Almost every client who contacts me for the first time asks the same question: “Will I remember what happens?” It makes sense. The idea of going into a deep state and then having no memory of it can feel unsettling. Most people want to be present for their own healing.

The short answer is yes, most people do remember. But the way memory works during hypnotherapy is not quite what you might expect.

  1. Most clients remember their session clearly, especially in the hours right after.
  2. Memory during hypnosis works more like recalling a vivid dream than replaying a recording.
  3. The deeper the state, the more the memory may soften over time.
  4. Recording the session helps preserve details that the conscious mind might release later.

Awareness During the Session

One of the biggest misconceptions about hypnotherapy is that you are unconscious during the process. In reality, most clients remain aware throughout. They can hear my voice, they sense the room around them, and they often describe feeling deeply relaxed but not asleep.

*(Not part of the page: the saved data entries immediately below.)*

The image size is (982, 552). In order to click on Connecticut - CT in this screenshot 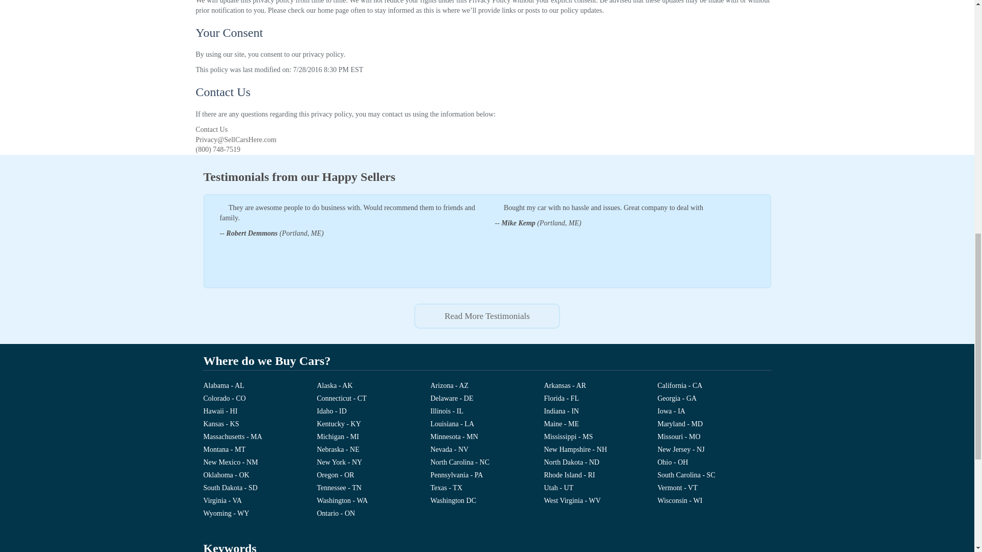, I will do `click(374, 400)`.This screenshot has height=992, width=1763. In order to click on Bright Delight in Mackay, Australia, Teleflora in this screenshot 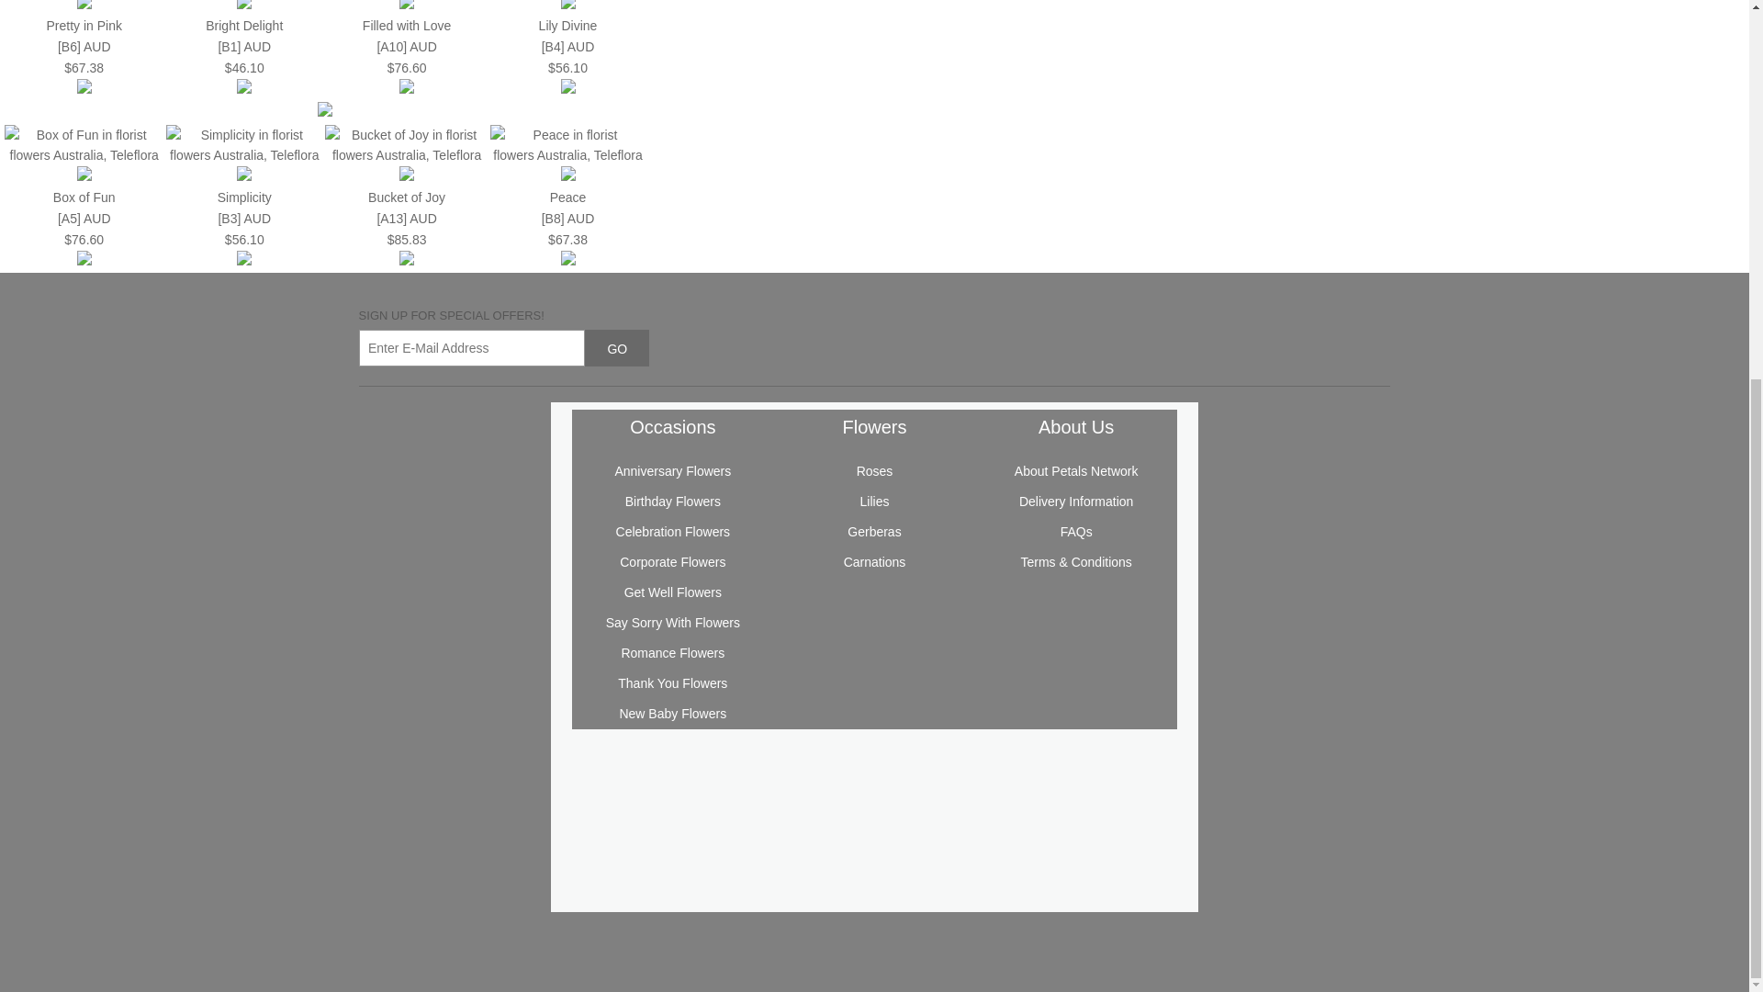, I will do `click(244, 26)`.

What changes is not awareness itself but the quality of it. In a QHHT session, clients enter the theta state, which sits between waking and sleeping. In that space, the subconscious communicates more freely. Clients speak, answer questions, and sometimes express emotions they did not know they were holding. All of this typically remains accessible to memory afterward.

Something I often see is that clients open their eyes after a session and immediately start recounting details with surprising clarity. It is only later, sometimes the next morning, that parts of the experience begin to feel more dreamlike.

How Memory Shifts After a Session

This is where it gets interesting. In the first hour after a session at my practice in Laren, clients usually remember almost everything. They describe scenes, emotions, conversations with their Higher Self, and physical sensations in vivid detail.

But over the following days, something shifts. The memory does not disappear exactly. It becomes softer, less linear, more like a dream you know you had but cannot fully reconstruct. This is normal. The conscious mind processes theta state experiences differently than everyday memories.

This is one of the reasons I always record the full session. The recording becomes a bridge between what the subconscious experienced and what the conscious mind can hold onto. Many clients tell me they discover new layers each time they listen back, noticing things they had no memory of hearing during the session itself.

The Depth Factor

Not every session reaches the same depth, and depth affects memory. In a lighter state, recall tends to be sharp and detailed. In a very deep somnambulistic state, which is the level Dolores Cannon specifically worked with, clients sometimes remember less of the verbal exchange but retain a strong sense of the emotional and physical experience.

There is a pattern I have noticed over years of practice near Amsterdam: clients who arrive with a clear intention and have taken time to prepare for their session tend to reach deeper states while also retaining more memory. Preparation seems to create a kind of anchor for the conscious mind to hold onto.

When Forgetting Is Part of the Process

Occasionally, a client will sit up and say, “I think I fell asleep. I do not remember anything.” In most of these cases, they were actually in a very deep state, not asleep at all. The recording usually confirms this: they were speaking, responding, and sometimes sharing things they have never said out loud before.

Clients sometimes tell me that the forgotten parts return days or weeks later, often triggered by a sound, a feeling, or even a dream. The subconscious does not lose what was accessed. It simply releases it on its own schedule, often in ways that align with what the person is ready to integrate.

From my experience here in Laren, I can say that whether you remember every word or almost nothing, the session still works. The subconscious does not need your conscious memory to begin the process of healing. It already knows what it showed you, and why.